Cialdini explains, with several examples, the techniques of persuasion that make people conform or act in a certain way. As the author states, we are overhelmed by information and by the fast pace of modern times. When making a decision, we will less frequently enjoy the luxury of a full analysis and we revert increasingly on shortcuts. There is nothing wrong with the shortcut approach, the problem comes when the normally trustworthy cues are created to lead us to erroneous actions. Therefore, it is important to recognize exploiters and avoid their attemps to make profits on our shortcuts.
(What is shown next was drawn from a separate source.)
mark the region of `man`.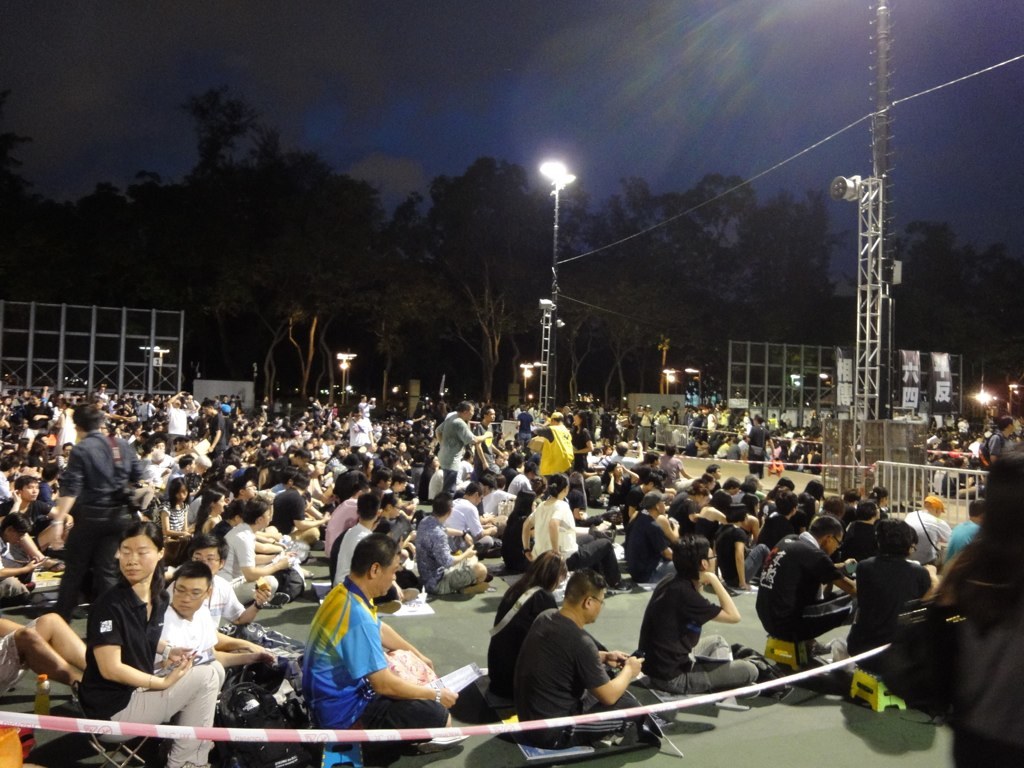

Also Guy Kawasaki is a fan of Cialdini and he suggests other theories as well such as powerfriendships, and emotion. Read more at his blog: http://blog.guykawasaki.com/2008/07/how-to-change-s.html

Cialdini six “weapons of influence”:

  • Reciprocation – People tend to return a favor. Thus, the pervasiveness of free samples in marketing. 
  • Commitment and Consistency – If people commit, orally or in writing, to an idea or goal, they are more likely to honor that commitment. Even if the original incentive or motivation is removed after they have already agreed, they will continue to honor the agreement. For example, in car sales, suddenly raising the price at the last moment works because the buyer has already decided to buy. 
  • Social Proof – People will do things that they see other people are doing. For example, in one experiment, one or more confederates would look up into the sky; bystanders would then look up into the sky to see what they were seeing. At one point this experiment aborted, as so many people were looking up that they stopped traffic. 
  • Authority – People will tend to obey authority figures, even if they are asked to perform objectionable acts. Cialdini cites incidents, such as the Milgram experiments in the early 1960s.
  • Liking – People are easily persuaded by other people that they like. Cialdini cites the marketing of Tupperware in what might now be called viral marketing. People were more likely to buy if they liked the person selling it to them. Some of the many biases favoring more attractive people are discussed.
  • Scarcity – Perceived scarcity will generate demand. For example, saying offers are available for a “limited time only” encourages sales.